Bootleggers and Baptists (or, “Why Politics Makes Strange Bedfellows”)
Bruce Yandle has spent a career combining sound analysis of current economic trends with a deep understanding of public choice theory. What else would you expect from the man who brought us “Bootleggers and Baptists”?
His argument was first made in a 1983 article in Regulation, then updated in 1999 in a follow-up article in the same magazine. Similar pearls of wisdom are found in Yandle’s latest quarterly economic outlook written for the Mercatus Center at George Mason University. In all of these discussions, the subject is political exchange — when and how it comes about — which often produces inefficient policies. It’s a theme that Ed and I discuss in detail in chapter 4 of Madmen and regularly on this blog.
Yandle explains his “Bootleggers and Baptists” theory as follows:
Durable social regulation evolves when it is demanded by both of two distinctly different groups. “Baptists” point to the moral high ground and give vital and vocal endorsement of laudable public benefits promised by a desired regulation. Baptists flourish when their moral message forms a visible foundation for political action. “Bootleggers” are much less visible but no less vital. Bootleggers, who expect to profit from the very regulatory restrictions desired by Baptists, grease the political machinery with some of their expected proceeds. They are simply in it for the money.
The theory’s name draws on colorful tales of states’ efforts to regulate alcoholic beverages by banning Sunday sales at legal outlets. Baptists fervently endorsed such actions on moral grounds. Bootleggers tolerated the actions gleefully because their effect was to limit competition.
Yandle offers much more than a clever label for an interesting phenomenon; it’s serious political theory, and it builds on other serious and important insights. For example, George Stigler told us why the traditional public interest theory of regulation was often naive, and he explained how and why certain groups would “capture” the process that ostensibly was to regulate them. Sam Peltzman went on to show that those who do the regulating must balance competing interests. As Ed and I describe it in chapter 4:
Stigler’s student Sam Peltzman builds a model of the policymaker’s rational calculations–balancing marginal political gains of a policy decision against its marginal political costs to the policymaker. And Peltzman integrates the interest group explanation of the demand for wealth transfers into his new model. In equilibrium, the policymaker will not simply grant the wishes of concentrated interests. Rather, he or she will weigh the relative political sway of groups supplying the wealth for transfer against the clout of groups demanding the wealth transfer.
It is here that Yandle’s “Bootleggers and Baptists” theory becomes so valuable. We see that political decisionmakers will sometimes encounter coalitions of normally opposing interests that have “united” to push for a policy that benefits them both. Such a coalition makes it easier for the politician to approve the policy, whether or not it is efficient.
And as Yandle likes to say, the examples are everywhere: In the 1970s, owners of coal-fired electric plants in the eastern United States teamed with environmentalists to ensure that the Clean Air Act would require expensive scrubbers on all coal-fired plants across the country, even though western plants generally burned the much-cleaner low-sulfur coal. Similarly, large pharmaceutical companies often find themselves in agreement with consumer groups that want the Food and Drug Administration to maintain extremely strict approval processes, which helps maintain market share for the large incumbents at the cost of serious impediments to innovative new drugs.
Looking ahead, Yandle’s December economic outlook warns that an Executive Order issued earlier this year by President Obama may point in the same direction. The directive seeks to “coordinate” the country’s energy policies, even as the United States is becoming the largest low-cost energy producer in the world:
Why aren’t people dancing in the streets? Why hasn’t Washington called off the subsidized hunt for alternative fuels? And why have Washington regulators just mandated 54.5 mpg American fleet fuel economy standards for the year 2025?
Obviously, there is more going on here than energy policy. On the environmental side, there is concern about the use of fracking in natural gas production, worry about climate change, and distress about carbon emissions. But this is just one side of a bootlegger/Baptist story. On the bootlegger side, there are petroleum, natural gas, and coal producers who are worried about the sudden change in relative energy prices, worried to the point that at the behest of President Obama they joined with environmentalists and government regulators in affirming an April 2012 presidential Executive Order that formed a public/private partnership to coordinate energy policies (some would say to cartelize production). Just as bootleggers and Baptists like Sunday closing laws that shut down legal outlets for booze, some environmentalists and energy producers like coordinated federal actions that limit production, keep prices high, and subsidize favored technologies.
Perhaps the interventions Yandle fears most will not come to pass. Nonetheless, it is a good idea to keep his warning in mind: “Bootleggers and Baptists” are everywhere. It’s also a great way to better understand the forces of political change.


→ **Instructions for the task**
Collect all lines containing the word "shading" from the data.

*** Source records ***

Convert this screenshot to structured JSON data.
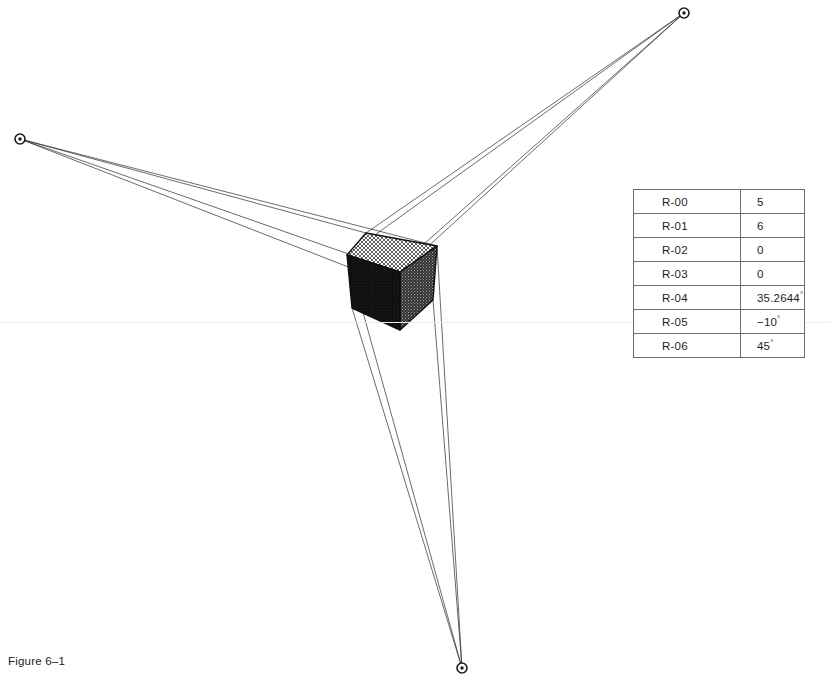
{
  "figure": {
    "caption": "Figure 6–1",
    "width": 830,
    "height": 695,
    "background": "#ffffff",
    "line_color": "#2b2b2b"
  },
  "vanishing_points": [
    {
      "name": "vanishing-point-right",
      "label": "upper-right",
      "x": 684,
      "y": 13,
      "radius": 5
    },
    {
      "name": "vanishing-point-left",
      "label": "left",
      "x": 20,
      "y": 139,
      "radius": 5
    },
    {
      "name": "vanishing-point-bottom",
      "label": "bottom",
      "x": 462,
      "y": 668,
      "radius": 5
    }
  ],
  "cube": {
    "name": "shaded-cube",
    "vertices": {
      "top": {
        "x": 366,
        "y": 233
      },
      "top_left": {
        "x": 347,
        "y": 255
      },
      "top_right": {
        "x": 437,
        "y": 246
      },
      "front": {
        "x": 400,
        "y": 272
      },
      "bottom_left": {
        "x": 352,
        "y": 308
      },
      "bottom_right": {
        "x": 433,
        "y": 300
      },
      "bottom": {
        "x": 400,
        "y": 330
      }
    },
    "faces": [
      {
        "name": "cube-face-top",
        "shading": "cross-hatch",
        "tone": "#e8e8e8"
      },
      {
        "name": "cube-face-left",
        "shading": "solid-dark",
        "tone": "#141414"
      },
      {
        "name": "cube-face-right",
        "shading": "stipple",
        "tone": "#3c3c3c"
      }
    ]
  },
  "table": {
    "name": "parameter-table",
    "rows": [
      {
        "register": "R-00",
        "value": "5",
        "unit": ""
      },
      {
        "register": "R-01",
        "value": "6",
        "unit": ""
      },
      {
        "register": "R-02",
        "value": "0",
        "unit": ""
      },
      {
        "register": "R-03",
        "value": "0",
        "unit": ""
      },
      {
        "register": "R-04",
        "value": "35.2644",
        "unit": "°"
      },
      {
        "register": "R-05",
        "value": "−10",
        "unit": "°"
      },
      {
        "register": "R-06",
        "value": "45",
        "unit": "°"
      }
    ]
  }
}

*** End of Source records ***

→ **Response box**
        "shading": "cross-hatch",
        "shading": "solid-dark",
        "shading": "stipple",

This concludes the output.